As anyone who knows me can attest, I dislike flying intensely. I do it, though, for two reasons. One, there just isn’t any other way to travel practically in today’s business environment. Taking three days to get somewhere on a train may feel nostalgic, but it’s a colossal waste of time, and it usually winds up costing more than a flight anyway.
Secondly, despite my white knuckles and perspiration-soaked shirt during the flight, I understand intellectually that flying is a remarkably safe mode of transportation. There is a difference between fear and senselessness, a distinction apparently lost on the Obama administration, as David Harsanyi explains:
[W]hen LaHood berated me for suggesting that flying in a commercial airplane was a safe mode of transportation, I knew he was perfect for a Cabinet position.
In his best Illinois tough-guy form, LaHood was in the middle of grandstanding about the need for new regulations covering airlines and pilots, who, despite those imposing uniforms, according to LaHood, display the accountability of a pro athlete. And if airlines did not voluntarily hand over this personal information, Ray LaHood would make them do it.
When I asked LaHood if there was an outbreak of gruesome airline calamities that had somehow escaped my attention, he suggested I ask the relatives of those who died in a recent commuter jet accident about safety.

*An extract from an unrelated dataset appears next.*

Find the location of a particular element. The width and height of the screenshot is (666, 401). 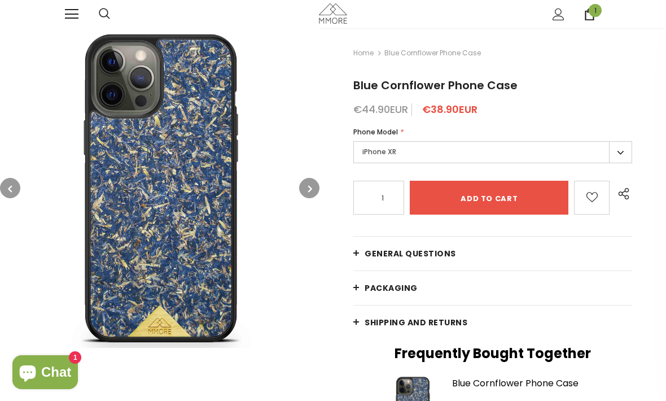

Americans, he declared, were demanding more regulation. And he ended with a sarcastic quip, “I’m happy you feel safe.”
Oh, I do. Why wouldn’t I? There wasn’t a single U.S. airline passenger death due to an accident in 2007 and 2008, years in which commercial airliners carried 1.5 billion passengers. If you are a skateboarder, skier, pedestrian or train rider, your chances of dying are far higher.
This is the equivalent of Joe Biden getting on national television and telling people to stay off public transportation because they are incubators of disease. We scoffed at Biden, and laughed with derision when Robert Gibbs attempted to claim that Biden didn’t mean what he’d said. LaHood confirms that the Obama White House has become the Chicken Little Administration — the sky is always falling, in this case literally.
It goes beyond attempting to expand the federal grasp of personal information to American pilots, but let’s stay with that a moment. As Harsanyi points out, each year over 700 cyclists die on the highway, a number far greater than in US airline-industry accidents in almost any year. Auto accidents account for at least sixty times that number each year. The airline industry flew over a billion passengers in 2007-8 and had zero fatalities. That’s impressive, and demonstrates the incredible safety record of the industry, for which we can in large part thank the highly skilled, dedicated, professional men and women flying the aircraft that carry us from city to city — even when some of us are pushing our fingerprints permanently into the armrests.
To the larger point, LaHood should be defending this industry instead of screeching about falling skies and airplanes. Why is he fomenting panic? Because that’s what this administration does. If a crisis doesn’t exist, they don’t have an entree to overhaul entire industries into state-controlled junior bureaucracies, complete with patronage jobs and political chits to recover. The Obama administration has to be in constant Chicken Little mode in order to frighten us into acquiescing to their ideas of change.